The plan is to create a forum that brings a substantive set of voices together to discuss how to reach the next generation of fans and make it easier for content creators to work with the PGA Tour. Led by Andy Weitz, the PGA Tour’s chief marketing and communications officer, this Generation Z attuned think tank will convene monthly to strategize on future editions of the Creator Classic and also tackle broader topics including fan engagement strategies, collaborative content opportunities, PGA Tour media regulations and event/broadcast enhancements.
The announcement of the Creator Council is likely to elicit its share of skepticism and even snark from the golf social media community, questioning what the Tour truly aims to achieve by convening this group of influencers. Yet, the Tour appears undeterred, embracing potential critiques as part of its effort to evolve and better serve its audience.
“It all starts with fans, and we are willing to absorb some of that skepticism and engage people who might have a point of view that will make us better if it serves our fans,” Weitz said.
There’s a direct thread between the PGA Tour Fan Forward initiative, a comprehensive research project the tour initiated this past summer that is still ongoing and the Creator Council’s efforts to engage with fans. The Tour reached out to 15,000 core fans in June and July to get a read on all aspects of fandom, how they felt about the tour and what drove their behavior, with a goal of evolving to meet them on their terms to buoy their engagement. Phase two widened the focus and sample size with 30,000 more casual fans responding to a survey. Phase three, launched before Thanksgiving, tests tactics around competition format changes, broadcast innovation, how to produce more compelling player content and expectations around the tournament experience and onsite activations to enhance the product. It’s still early in the process but the goal is to take that feedback into account and evolve accordingly.
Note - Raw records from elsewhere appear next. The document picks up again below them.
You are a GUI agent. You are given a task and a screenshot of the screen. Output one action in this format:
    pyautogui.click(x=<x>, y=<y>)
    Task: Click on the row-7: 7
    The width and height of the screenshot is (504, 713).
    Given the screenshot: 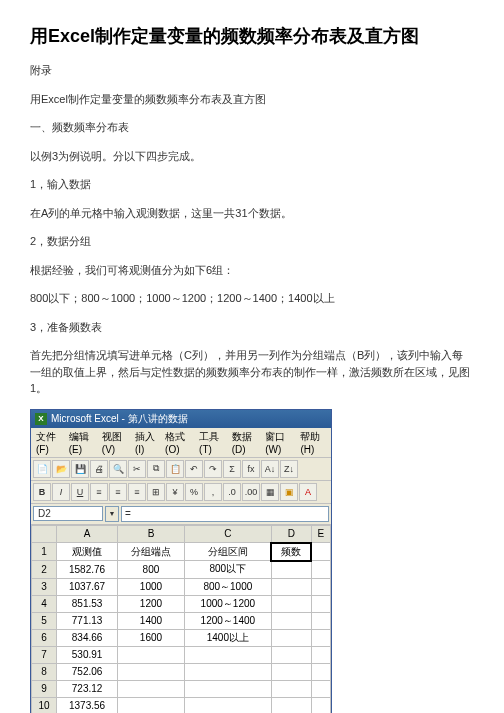 What is the action you would take?
    pyautogui.click(x=44, y=654)
    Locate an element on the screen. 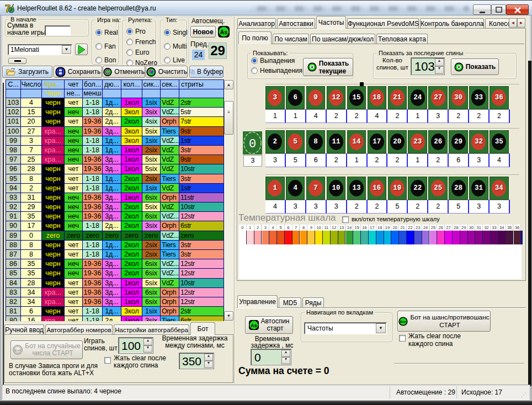 This screenshot has height=405, width=532. svg-text: 0 is located at coordinates (253, 145).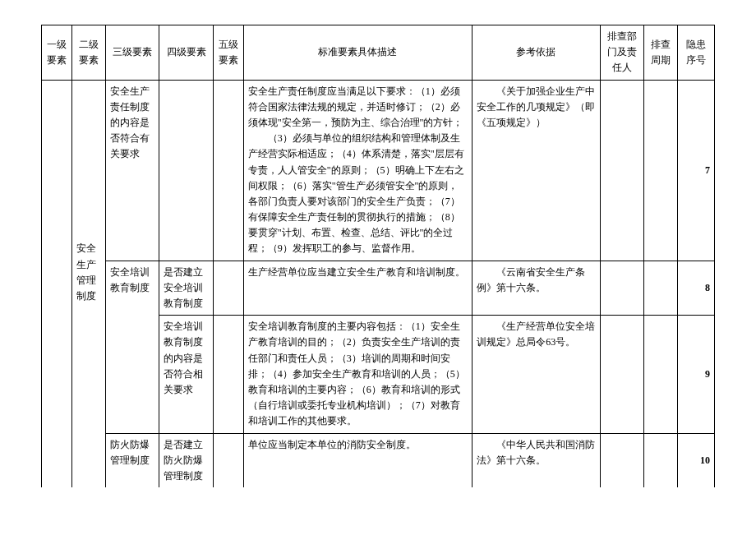 This screenshot has width=756, height=535. What do you see at coordinates (537, 375) in the screenshot?
I see `cell-ref: 《生产经营单位安全培训规定》总局令63号。` at bounding box center [537, 375].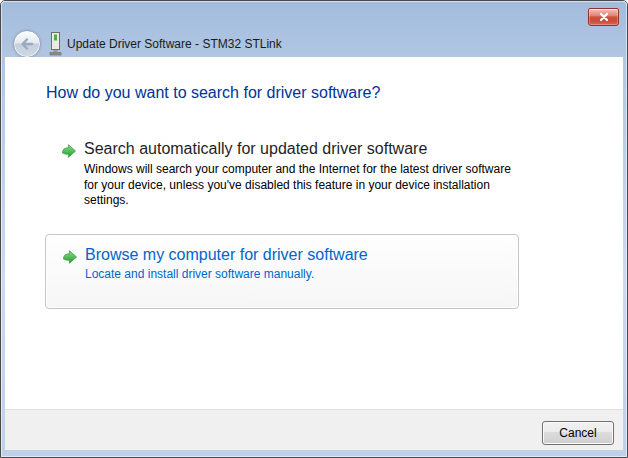 This screenshot has width=628, height=458. What do you see at coordinates (604, 17) in the screenshot?
I see `close-button` at bounding box center [604, 17].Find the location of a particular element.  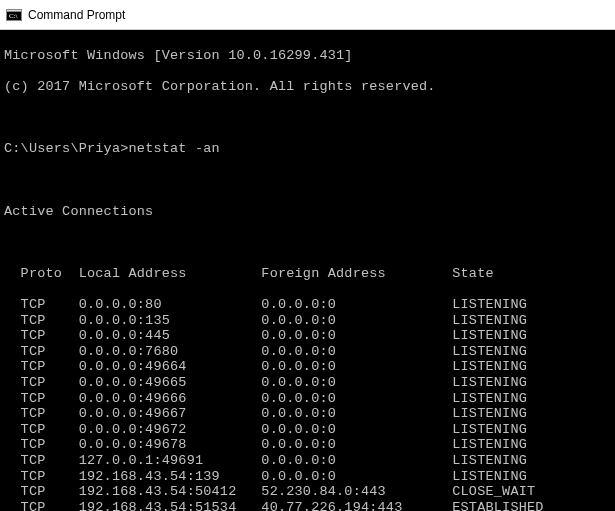

table-row: TCP 127.0.0.1:49691 0.0.0.0:0 LISTENING is located at coordinates (308, 461).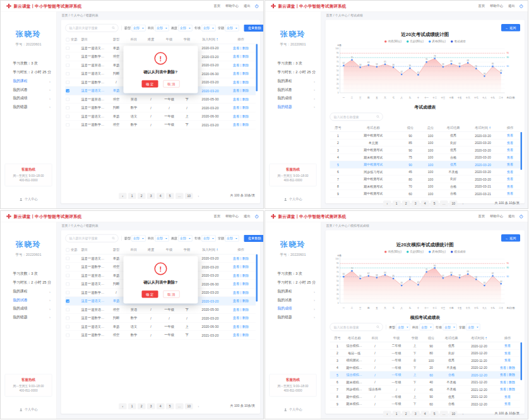 Image resolution: width=529 pixels, height=420 pixels. I want to click on table-row: 9 期末模拟考试 / 一年级 下 60 合格 2022-12-20 查看, so click(425, 404).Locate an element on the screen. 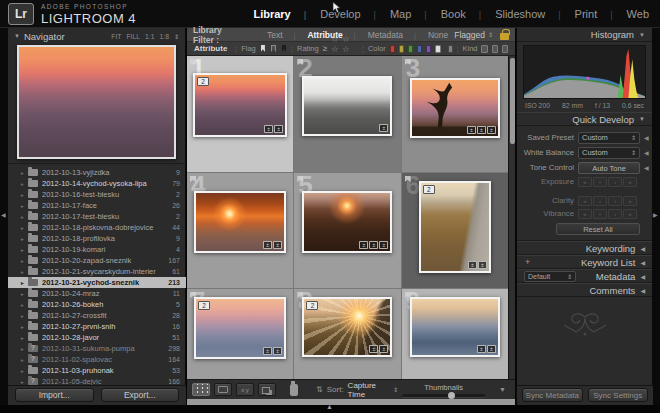  navigator-header: ▼ Navigator FIT FILL 1:1 1:8 ⇕ is located at coordinates (96, 36).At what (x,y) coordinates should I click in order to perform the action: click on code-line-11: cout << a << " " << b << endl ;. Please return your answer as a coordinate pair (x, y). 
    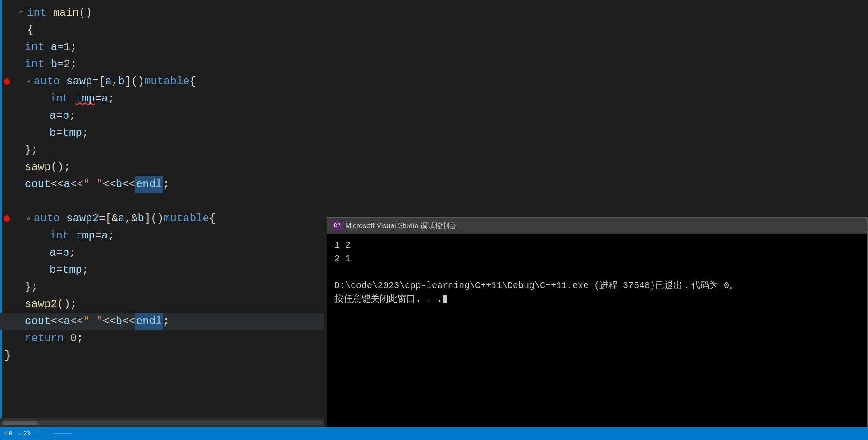
    Looking at the image, I should click on (162, 184).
“We’re still at the very beginning of our fan forward initiative, processing what we are hearing but it is clear to us that they have ideas about how the actual competition format itself can evolve and there is a lot of learnings we can take from other sports on that front,” Weitz revealed, adding that core fans also have suggestions for improving the television viewing experience, which they intend to explore with their broadcast partners.